War Mongering North Korea Re-Designated as State Sponsor of Terrorism

I released the following statement in response to the re-designation of North Korea as a State Sponsor of Terrorism. This legislation has been introduced in the past two Congresses. 

President Trump took necessary action, declaring North Korea as a State Sponsor of Terrorism as recommended by my legislation the North Korea State Sponsor of Terrorism Designation Act of 2017. The rogue nation spent 20 years on the State Sponsor of Terrorism list, only to be foolishly removed in exchange for promises that it certainly did not keep, including ceasing their perusal of a nuclear weapons program. Since then, North Korea has proliferated nuclear delivery systems, conducted illegal nuclear and ballistic missile tests, murdered dissidents abroad, conducted cyber warfare and made threats to wipe out U.S. cities. There is no doubt that this saber-rattling regime should be returned to the State Sponsor of Terrorism list. I am pleased to see the Administration taking action on this war mongering nation.

Actions Meriting Designation Since 2008:

  1. On October 22, 2015, the United States Special Representative for North Korea Policy with the Department of State, testified before the House Foreign Affairs Subcommittee on Terrorism, Nonproliferation, and Trade that North Korea’s “conduct poses a growing threat to the United States, our friends in the region, and the global nonproliferation regime” and the Deputy Coordinator for Homeland Security, Screening, and Designations with the U.S. Department of State noted that “weapons transfers that violate nonproliferation or missile control regimes could be a relevant factor for consideration, depending on the circumstances, consistent with the statutory criteria for designation as a state sponsor of terrorism”.
  1. The Government of North Korea has harbored members of the Japanese Red Army since a 1970 hijacking and continues to harbor the surviving hijackers to this day. 
  1. On July 16, 2010, in the case of Calderon-Cardona v. Democratic People’s Republic of Korea (case number 08–01367), the United States District Court for the District of Puerto Rico found that the Government of North Korea provided material support to the Japanese Red Army, designated as a foreign terrorist organization between 1997 and 2001, in furtherance of a 1972 terrorist attack at Lod Airport, Israel that killed 26 people, including 17 Americans.
  1. In the case of Chaim Kaplan v. Hezbollah (case number 09–646), a United States district court found in 2014 that North Korea materially supported terrorist attacks by Hezbollah, a designated foreign terrorist organization, against Israel in 2006.
  1. In June 2010, Major Kim Myong-ho and Major Dong Myong-gwan of North Korea’s Reconnaissance General Bureau pled guilty in a South Korean court to attempting to assassinate Hwang Jang-yop, a North Korean dissident in exile, on the orders of Lieutenant General Kim Yong-chol, the head of North Korea’s Reconnaissance General Bureau. The court sentenced each defendant to 10 years in prison.
  1. In 2011, South Korean News outlets alleged that hundreds of North Korean nuclear and missile experts were working in Iran, including at the facility in Natanz. Intelligence provided to the International Atomic Energy Agency appear to corroborate reports of nuclear collaboration, indicating that North Korea transferred “crucial technology” to Iran including mathematical formulas and codes for nuclear warhead design. Iranian opposition groups claim that nuclear expert delegations from North Korea had traveled to Iran three times in 2015 alone, meeting with high-level Iranian officials including those responsible for nuclear warhead design. 
  1. In March 2015, the Government of South Korea concluded that North Korea was responsible for a December 2014 cyber attack against multiple nuclear power plants in South Korea. The South Korean Government stated that the attacks were intended to cause a malfunction at the plants’ reactors, and described the attacks as acts of “cyber-terror targeting our country.”
  1. On December 19, 2015, the Federal Bureau of Investigation (FBI) concluded that North Korea was responsible for a cyber attack on Sony Pictures Entertainment and a subsequent threat of violence against theaters that showed the film “The Interview.” The FBI concluded that the “Guardians of Peace,” which sent the threat to Sony Pictures Entertainment, was a unit of North Korea’s Reconnaissance General Bureau, its foreign intelligence service. 
  1. Malaysian authorities have alleged that officials from North Korea’s secret police and Foreign Ministry were involved in the poisoning and killing of the estranged half-brother of the country’s leader, Kim Jong-nam, using the chemical weapon VX nerve agent, a substance banned for use as a weapon by the United Nations Chemical Weapons Convention, on February 13, 2017, in Kuala Lumpur.
  1. In January 2016, American Student and Citizen Otto Warmbier was kidnapped, tortured and killed by the North Korean government under the accusation of attempted theft of a propaganda poster.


> _WHAT IS REQUIRED_: Every line below that has "arrow" in it should be copied.
== ENTRIES SHOWN ==
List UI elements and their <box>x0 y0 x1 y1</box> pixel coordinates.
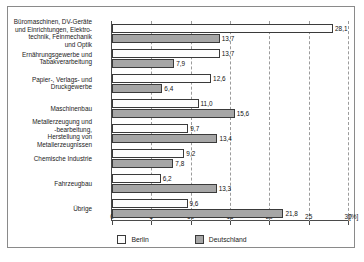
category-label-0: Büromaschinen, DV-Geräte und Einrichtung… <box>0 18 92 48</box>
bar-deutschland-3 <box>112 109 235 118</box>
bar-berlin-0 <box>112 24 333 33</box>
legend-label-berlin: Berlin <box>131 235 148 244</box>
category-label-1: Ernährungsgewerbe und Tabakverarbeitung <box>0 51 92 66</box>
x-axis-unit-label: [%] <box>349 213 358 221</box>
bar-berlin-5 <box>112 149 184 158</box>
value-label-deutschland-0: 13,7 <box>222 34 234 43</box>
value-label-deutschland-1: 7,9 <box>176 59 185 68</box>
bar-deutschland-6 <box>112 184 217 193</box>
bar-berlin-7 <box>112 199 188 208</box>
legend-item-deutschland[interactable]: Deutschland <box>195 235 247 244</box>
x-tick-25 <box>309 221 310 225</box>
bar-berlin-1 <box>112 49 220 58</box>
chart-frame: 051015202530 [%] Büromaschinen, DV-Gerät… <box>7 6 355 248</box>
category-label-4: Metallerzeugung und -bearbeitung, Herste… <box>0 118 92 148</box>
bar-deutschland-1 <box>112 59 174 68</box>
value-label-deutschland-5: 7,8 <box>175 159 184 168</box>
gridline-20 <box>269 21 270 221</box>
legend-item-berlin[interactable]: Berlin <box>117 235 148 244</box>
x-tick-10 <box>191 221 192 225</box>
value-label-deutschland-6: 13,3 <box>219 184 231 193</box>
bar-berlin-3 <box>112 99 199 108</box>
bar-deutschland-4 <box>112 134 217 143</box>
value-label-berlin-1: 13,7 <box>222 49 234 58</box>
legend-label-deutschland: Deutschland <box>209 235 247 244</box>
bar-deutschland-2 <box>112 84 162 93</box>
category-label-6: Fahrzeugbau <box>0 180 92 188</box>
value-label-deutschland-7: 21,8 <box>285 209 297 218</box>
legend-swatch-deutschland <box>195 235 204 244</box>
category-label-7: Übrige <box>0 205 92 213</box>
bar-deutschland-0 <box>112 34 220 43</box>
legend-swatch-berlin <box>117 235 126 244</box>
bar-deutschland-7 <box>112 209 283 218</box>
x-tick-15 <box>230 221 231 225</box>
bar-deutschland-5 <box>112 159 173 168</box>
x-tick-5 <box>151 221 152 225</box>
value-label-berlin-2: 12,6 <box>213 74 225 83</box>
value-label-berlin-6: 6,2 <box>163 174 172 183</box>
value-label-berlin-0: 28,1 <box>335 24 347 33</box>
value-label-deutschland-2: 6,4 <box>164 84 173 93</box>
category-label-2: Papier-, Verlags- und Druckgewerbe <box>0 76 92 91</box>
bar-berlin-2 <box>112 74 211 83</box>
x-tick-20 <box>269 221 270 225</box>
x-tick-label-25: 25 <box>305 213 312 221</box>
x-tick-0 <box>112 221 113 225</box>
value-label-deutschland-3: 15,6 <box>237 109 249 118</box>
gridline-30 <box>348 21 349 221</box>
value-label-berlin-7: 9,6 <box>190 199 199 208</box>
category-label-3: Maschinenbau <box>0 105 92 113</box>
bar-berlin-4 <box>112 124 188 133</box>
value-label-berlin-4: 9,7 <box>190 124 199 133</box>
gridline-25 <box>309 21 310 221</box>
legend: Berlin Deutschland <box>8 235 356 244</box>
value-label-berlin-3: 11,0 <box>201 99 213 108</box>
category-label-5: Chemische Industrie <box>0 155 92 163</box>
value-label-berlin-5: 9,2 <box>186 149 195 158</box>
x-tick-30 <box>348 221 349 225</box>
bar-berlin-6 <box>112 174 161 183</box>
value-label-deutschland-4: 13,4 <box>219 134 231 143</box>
===
== ENTRIES SHOWN ==
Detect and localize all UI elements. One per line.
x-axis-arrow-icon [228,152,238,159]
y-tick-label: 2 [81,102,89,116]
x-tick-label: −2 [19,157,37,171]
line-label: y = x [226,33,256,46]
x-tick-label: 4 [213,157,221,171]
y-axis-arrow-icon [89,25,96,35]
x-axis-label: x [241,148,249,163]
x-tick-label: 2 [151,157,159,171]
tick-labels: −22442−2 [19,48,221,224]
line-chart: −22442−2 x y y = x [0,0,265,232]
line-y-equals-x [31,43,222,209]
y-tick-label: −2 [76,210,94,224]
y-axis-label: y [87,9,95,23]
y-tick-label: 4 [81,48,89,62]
===
> _RESPONSE TO THE EXERCISE_:
x-axis-arrow-icon [228,152,238,159]
y-axis-arrow-icon [89,25,96,35]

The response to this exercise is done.